Schools and libraries filter the content with a technology protection measure (TPM). FIGURE 10-5 shows an example of a proxy server used as a TPM. A proxy server receives requests from clients for webpages, retrieves the webpages, and then serves the webpages to the clients. It can also filter the requests to block content requests.

A network diagram showing a proxy server used as a technology protection measure.

FIGURE 10-5 Proxy server used as a TPM.

Users are able to access the Internet through the proxy server. All content requests are filtered using the content filter. If the content is acceptable, the page is retrieved and sent to the client. If the content is unacceptable, the content is blocked.

A proxy server commonly works with data provided by a third-party service, which provides a list of content to filter. The list is often in the format of specific website Uniform Resource Locators, or URLs. The proxy server uses this list to prevent the content from reaching the requesting computer.

CIPA defines a minor as anyone under the age of 17. Their access should be restricted by the TPM. However, anyone 17 years old or over should be able to use the computer without restrictions. For example, if an adult wants to use it, he or she can request that the TPM filter be removed. An administrator or librarian should be able to remove the filter in a timely manner.

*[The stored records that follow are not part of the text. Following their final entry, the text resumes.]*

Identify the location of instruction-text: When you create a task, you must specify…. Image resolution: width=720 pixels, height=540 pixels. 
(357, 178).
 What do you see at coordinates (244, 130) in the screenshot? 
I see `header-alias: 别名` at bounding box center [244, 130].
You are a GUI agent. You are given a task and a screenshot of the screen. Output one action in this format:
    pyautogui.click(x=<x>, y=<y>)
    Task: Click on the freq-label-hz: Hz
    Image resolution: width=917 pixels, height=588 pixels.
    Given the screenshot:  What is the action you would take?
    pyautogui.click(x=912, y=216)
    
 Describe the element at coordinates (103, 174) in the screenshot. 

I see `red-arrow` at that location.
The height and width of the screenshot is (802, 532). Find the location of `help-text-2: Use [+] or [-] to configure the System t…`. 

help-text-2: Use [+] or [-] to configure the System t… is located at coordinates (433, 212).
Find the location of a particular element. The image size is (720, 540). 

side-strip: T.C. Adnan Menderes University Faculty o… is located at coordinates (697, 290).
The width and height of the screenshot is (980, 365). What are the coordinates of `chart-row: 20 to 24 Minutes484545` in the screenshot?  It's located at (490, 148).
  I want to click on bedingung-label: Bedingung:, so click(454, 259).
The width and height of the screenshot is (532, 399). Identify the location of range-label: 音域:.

General Data Protection Regulation (GDPR)

The GDPR requires data controllers and processors to put appropriate technical and organizational measures in place to protect the privacy of EU/EEA citizens. The GDPR is built around the following principles:

  • Principles relating to the processing of personal data
  • Lawfulness of processing
  • Conditions of consent
  • Conditions applicable to a child’s consent in relation to information society services
  • Processing of special categories of personal data
  • Processing of personal data relating to criminal convictions and offenses
  • Processing that does not require identification
Payment Card Industry Data Security Standard (PCI DSS)

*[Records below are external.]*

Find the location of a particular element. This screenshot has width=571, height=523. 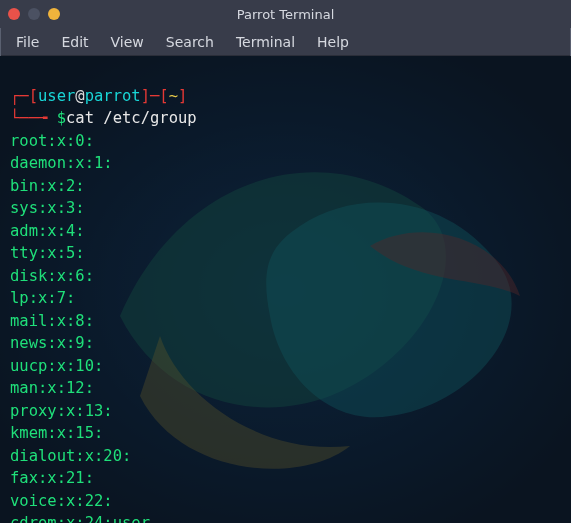

output-line: fax:x:21: is located at coordinates (52, 478).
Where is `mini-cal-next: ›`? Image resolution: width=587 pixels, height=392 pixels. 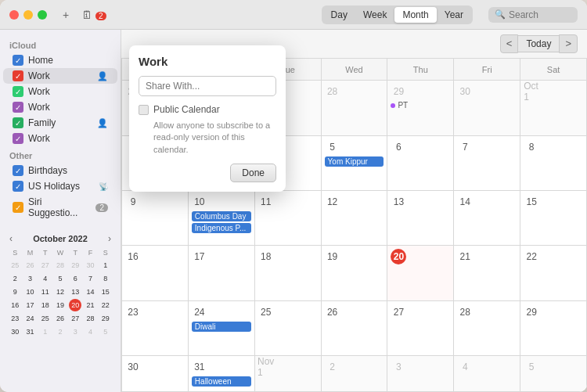 mini-cal-next: › is located at coordinates (110, 239).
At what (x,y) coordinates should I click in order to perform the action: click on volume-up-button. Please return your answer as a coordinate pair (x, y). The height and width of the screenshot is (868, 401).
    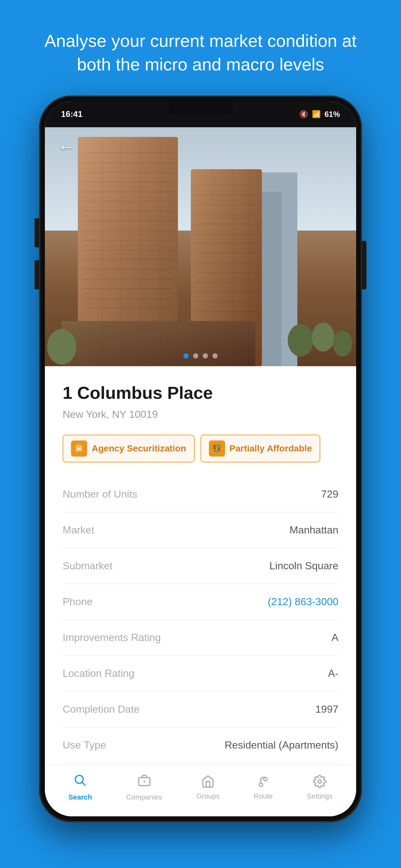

PCI DSS is built around the following six principles and 12 requirements:

  • Build and Maintain a Secure Network
    • Requirement 1: Install and maintain a firewall.
    • Requirement 2: Do not use defaults, such as default passwords.
  • Protect Cardholder Data
    • Requirement 3: Protect stored data.
    • Requirement 4: Encrypt transmissions.
  • Maintain a Vulnerability Management Program
    • Requirement 5: Use and update antivirus software.
    • Requirement 6: Develop and maintain secure systems.
  • Implement Strong Access Control Measures
    • Requirement 7: Restrict access to data.
    • Requirement 8: Use unique logons for each user. Don’t share usernames and passwords.
    • Requirement 9: Restrict physical access.
  • Regularly Monitor and Test Networks
    • Requirement 10: Track and monitor all access to systems and data.
    • Requirement 11: Regularly test security.
  • Maintain an Information Security Policy
    • Requirement 12: Maintain a security policy.

All of the principles and requirements are IT related, but they also reflect many common best practices. If an organization is already using best practices, PCI DSS won’t have much effect on its business operations. However, if an organization is not currently using common security practices, PCI DSS compliance may affect its budget and operations.